The Explorer's Guild: Volume One: A Passage to Shambhala

I really wanted to like this book. I wanted to fall head over heels in love with it from the moment I saw it. The book itself is gorgeous. My mother-in-law got me the hardcover version for Christmas, and I can't imagine reading it any other way. The formatting is so integral to the story-telling that I even wonder how this will work as a paperback or e-book. It's part prose, part graphic novel, with a smattering of illustrations, both colored and not, throughout. Even the pages are colored in a sepia-toned gradient to look old-timey. The switches between prose and graphic novel are handled very well, especially in the beginning. It leads to great pacing and lends a sense of loving craftsmanship to the entire book.

So it was disappointing to discover that the story itself was subpar. The book jacket describes The Explorer's Guild as an action-packed adventure story in the style of Rudyard Kipling, a return to the "golden age" of adventure stories. Unfortunately it fails to examine what the means, and the result is a book packed with just as much racism as anything Kipling wrote. It's a lazy bit of nostalgia for nostalgia's sake, a tired old tale dressed up in a pretty package.

It's a shame, because the book is obviously a labor of love. The story is intricate, and it demands that you pay attention. It's the sort of thing that would benefit greatly from a second or third reading. Small details place early in the story become hugely important later. And I'm sure I missed my share of hints and foreshadowing. But that was largely because I didn't care. The details are exquisite, and the various plot threads come together quite admirably. But the characters are interchangeable and mostly unlikable. Even Miss Harrow, the one bright spot, suffers an abysmally predictable arc, going from fantastic actress/explorer to stand-in mother for no real reason other than the fact that there's a child present.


§ AIM OF THE EXERCISE: Retyping all the entries exactly is the whole task.
=-=-=
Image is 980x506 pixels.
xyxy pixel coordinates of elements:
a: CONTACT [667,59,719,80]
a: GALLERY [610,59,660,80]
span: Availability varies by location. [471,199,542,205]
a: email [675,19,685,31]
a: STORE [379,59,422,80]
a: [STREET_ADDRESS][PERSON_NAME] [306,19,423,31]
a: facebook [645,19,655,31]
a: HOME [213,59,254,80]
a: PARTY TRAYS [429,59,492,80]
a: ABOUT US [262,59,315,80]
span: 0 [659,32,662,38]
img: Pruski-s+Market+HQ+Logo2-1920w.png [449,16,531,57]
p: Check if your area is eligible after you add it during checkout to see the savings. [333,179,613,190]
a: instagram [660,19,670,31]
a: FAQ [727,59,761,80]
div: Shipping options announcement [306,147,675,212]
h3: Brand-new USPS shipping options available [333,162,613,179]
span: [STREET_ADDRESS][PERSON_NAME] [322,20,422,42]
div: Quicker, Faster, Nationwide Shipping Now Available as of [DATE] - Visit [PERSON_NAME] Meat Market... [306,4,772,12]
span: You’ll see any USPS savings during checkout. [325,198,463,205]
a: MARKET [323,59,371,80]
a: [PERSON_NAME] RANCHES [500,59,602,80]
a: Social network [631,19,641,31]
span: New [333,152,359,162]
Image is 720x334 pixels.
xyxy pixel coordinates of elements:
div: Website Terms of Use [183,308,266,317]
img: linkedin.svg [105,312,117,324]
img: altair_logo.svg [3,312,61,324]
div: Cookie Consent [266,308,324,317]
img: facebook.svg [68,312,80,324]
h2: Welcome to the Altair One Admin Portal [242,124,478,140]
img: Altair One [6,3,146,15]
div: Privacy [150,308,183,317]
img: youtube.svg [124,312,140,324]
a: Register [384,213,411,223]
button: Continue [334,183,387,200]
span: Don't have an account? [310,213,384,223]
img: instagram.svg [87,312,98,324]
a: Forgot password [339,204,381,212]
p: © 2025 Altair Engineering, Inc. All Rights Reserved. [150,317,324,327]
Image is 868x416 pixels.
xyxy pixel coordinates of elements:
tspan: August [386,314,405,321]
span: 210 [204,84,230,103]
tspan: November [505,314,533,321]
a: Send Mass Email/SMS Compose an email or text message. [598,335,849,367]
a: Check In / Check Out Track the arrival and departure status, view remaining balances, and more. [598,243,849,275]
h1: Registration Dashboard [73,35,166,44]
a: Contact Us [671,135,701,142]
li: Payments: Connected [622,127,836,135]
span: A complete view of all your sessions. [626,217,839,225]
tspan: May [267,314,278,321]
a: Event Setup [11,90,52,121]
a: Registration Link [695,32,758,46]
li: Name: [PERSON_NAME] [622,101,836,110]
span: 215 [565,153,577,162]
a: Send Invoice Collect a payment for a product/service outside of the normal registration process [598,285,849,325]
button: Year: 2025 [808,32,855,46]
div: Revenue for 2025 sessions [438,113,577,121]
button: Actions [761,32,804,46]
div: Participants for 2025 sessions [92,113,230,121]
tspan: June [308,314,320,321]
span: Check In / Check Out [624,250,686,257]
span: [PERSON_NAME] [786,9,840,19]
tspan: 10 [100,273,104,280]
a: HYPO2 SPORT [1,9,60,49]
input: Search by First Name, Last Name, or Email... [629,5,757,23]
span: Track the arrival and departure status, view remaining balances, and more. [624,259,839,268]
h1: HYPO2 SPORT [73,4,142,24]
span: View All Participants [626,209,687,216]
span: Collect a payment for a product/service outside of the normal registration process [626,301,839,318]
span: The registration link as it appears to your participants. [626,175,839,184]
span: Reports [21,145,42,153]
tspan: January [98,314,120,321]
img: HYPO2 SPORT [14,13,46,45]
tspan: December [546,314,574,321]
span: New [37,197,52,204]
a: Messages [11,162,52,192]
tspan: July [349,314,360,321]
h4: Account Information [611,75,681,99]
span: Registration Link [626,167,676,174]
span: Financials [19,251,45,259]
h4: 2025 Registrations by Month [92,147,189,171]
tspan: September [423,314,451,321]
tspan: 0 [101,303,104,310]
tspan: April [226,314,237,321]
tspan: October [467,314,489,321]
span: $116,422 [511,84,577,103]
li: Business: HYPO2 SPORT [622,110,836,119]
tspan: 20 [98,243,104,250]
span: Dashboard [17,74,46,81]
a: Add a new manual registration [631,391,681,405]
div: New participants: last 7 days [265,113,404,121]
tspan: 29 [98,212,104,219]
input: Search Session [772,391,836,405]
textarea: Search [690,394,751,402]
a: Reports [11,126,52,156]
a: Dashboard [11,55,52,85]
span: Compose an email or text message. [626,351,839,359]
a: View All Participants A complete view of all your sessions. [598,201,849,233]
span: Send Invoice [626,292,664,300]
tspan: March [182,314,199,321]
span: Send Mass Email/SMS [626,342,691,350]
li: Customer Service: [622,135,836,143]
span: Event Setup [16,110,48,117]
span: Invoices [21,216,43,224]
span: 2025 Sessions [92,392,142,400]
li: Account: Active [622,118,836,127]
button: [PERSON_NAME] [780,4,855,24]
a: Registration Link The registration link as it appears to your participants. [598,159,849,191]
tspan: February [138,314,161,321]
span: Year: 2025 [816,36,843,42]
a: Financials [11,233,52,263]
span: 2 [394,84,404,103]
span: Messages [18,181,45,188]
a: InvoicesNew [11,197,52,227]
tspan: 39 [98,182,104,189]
=-=-=
§ OUTPUT OF THE TASK:
Image is 980x506 pixels.
xyxy pixel coordinates of elements:
a: CONTACT [667,59,719,80]
a: GALLERY [610,59,660,80]
span: Availability varies by location. [471,199,542,205]
a: email [675,19,685,31]
a: STORE [379,59,422,80]
a: [STREET_ADDRESS][PERSON_NAME] [306,19,423,31]
a: facebook [645,19,655,31]
a: HOME [213,59,254,80]
a: PARTY TRAYS [429,59,492,80]
a: ABOUT US [262,59,315,80]
span: 0 [659,32,662,38]
img: Pruski-s+Market+HQ+Logo2-1920w.png [449,16,531,57]
p: Check if your area is eligible after you add it during checkout to see the savings. [333,179,613,190]
a: instagram [660,19,670,31]
a: FAQ [727,59,761,80]
div: Shipping options announcement [306,147,675,212]
h3: Brand-new USPS shipping options available [333,162,613,179]
span: [STREET_ADDRESS][PERSON_NAME] [322,20,422,42]
div: Quicker, Faster, Nationwide Shipping Now Available as of [DATE] - Visit [PERSON_NAME] Meat Market... [306,4,772,12]
span: You’ll see any USPS savings during checkout. [325,198,463,205]
a: MARKET [323,59,371,80]
a: [PERSON_NAME] RANCHES [500,59,602,80]
a: Social network [631,19,641,31]
span: New [333,152,359,162]
Image is 720x334 pixels.
xyxy pixel coordinates of elements:
div: Website Terms of Use [183,308,266,317]
img: linkedin.svg [105,312,117,324]
img: altair_logo.svg [3,312,61,324]
div: Cookie Consent [266,308,324,317]
img: facebook.svg [68,312,80,324]
h2: Welcome to the Altair One Admin Portal [242,124,478,140]
img: Altair One [6,3,146,15]
div: Privacy [150,308,183,317]
img: youtube.svg [124,312,140,324]
a: Register [384,213,411,223]
button: Continue [334,183,387,200]
span: Don't have an account? [310,213,384,223]
img: instagram.svg [87,312,98,324]
a: Forgot password [339,204,381,212]
p: © 2025 Altair Engineering, Inc. All Rights Reserved. [150,317,324,327]
Image is 868x416 pixels.
xyxy pixel coordinates of elements:
tspan: August [386,314,405,321]
span: 210 [204,84,230,103]
tspan: November [505,314,533,321]
a: Send Mass Email/SMS Compose an email or text message. [598,335,849,367]
a: Check In / Check Out Track the arrival and departure status, view remaining balances, and more. [598,243,849,275]
h1: Registration Dashboard [73,35,166,44]
a: Contact Us [671,135,701,142]
li: Payments: Connected [622,127,836,135]
span: A complete view of all your sessions. [626,217,839,225]
tspan: May [267,314,278,321]
a: Event Setup [11,90,52,121]
a: Registration Link [695,32,758,46]
li: Name: [PERSON_NAME] [622,101,836,110]
span: 215 [565,153,577,162]
a: Send Invoice Collect a payment for a product/service outside of the normal registration process [598,285,849,325]
button: Year: 2025 [808,32,855,46]
div: Revenue for 2025 sessions [438,113,577,121]
button: Actions [761,32,804,46]
div: Participants for 2025 sessions [92,113,230,121]
tspan: June [308,314,320,321]
span: Check In / Check Out [624,250,686,257]
span: [PERSON_NAME] [786,9,840,19]
tspan: 10 [100,273,104,280]
a: HYPO2 SPORT [1,9,60,49]
input: Search by First Name, Last Name, or Email... [629,5,757,23]
span: Track the arrival and departure status, view remaining balances, and more. [624,259,839,268]
h1: HYPO2 SPORT [73,4,142,24]
span: View All Participants [626,209,687,216]
span: Collect a payment for a product/service outside of the normal registration process [626,301,839,318]
span: The registration link as it appears to your participants. [626,175,839,184]
span: Reports [21,145,42,153]
tspan: January [98,314,120,321]
img: HYPO2 SPORT [14,13,46,45]
tspan: December [546,314,574,321]
span: New [37,197,52,204]
a: Messages [11,162,52,192]
tspan: July [349,314,360,321]
h4: Account Information [611,75,681,99]
span: Registration Link [626,167,676,174]
span: Financials [19,251,45,259]
h4: 2025 Registrations by Month [92,147,189,171]
tspan: September [423,314,451,321]
tspan: 0 [101,303,104,310]
tspan: April [226,314,237,321]
tspan: October [467,314,489,321]
span: $116,422 [511,84,577,103]
li: Business: HYPO2 SPORT [622,110,836,119]
tspan: 20 [98,243,104,250]
span: Dashboard [17,74,46,81]
a: Add a new manual registration [631,391,681,405]
div: New participants: last 7 days [265,113,404,121]
tspan: 29 [98,212,104,219]
input: Search Session [772,391,836,405]
textarea: Search [690,394,751,402]
a: Reports [11,126,52,156]
a: Dashboard [11,55,52,85]
span: Compose an email or text message. [626,351,839,359]
a: View All Participants A complete view of all your sessions. [598,201,849,233]
span: Send Invoice [626,292,664,300]
tspan: March [182,314,199,321]
span: Send Mass Email/SMS [626,342,691,350]
li: Customer Service: [622,135,836,143]
span: Event Setup [16,110,48,117]
span: Invoices [21,216,43,224]
span: 2025 Sessions [92,392,142,400]
li: Account: Active [622,118,836,127]
button: [PERSON_NAME] [780,4,855,24]
a: Registration Link The registration link as it appears to your participants. [598,159,849,191]
tspan: February [138,314,161,321]
span: Year: 2025 [816,36,843,42]
a: Financials [11,233,52,263]
span: 2 [394,84,404,103]
span: Messages [18,181,45,188]
a: InvoicesNew [11,197,52,227]
tspan: 39 [98,182,104,189]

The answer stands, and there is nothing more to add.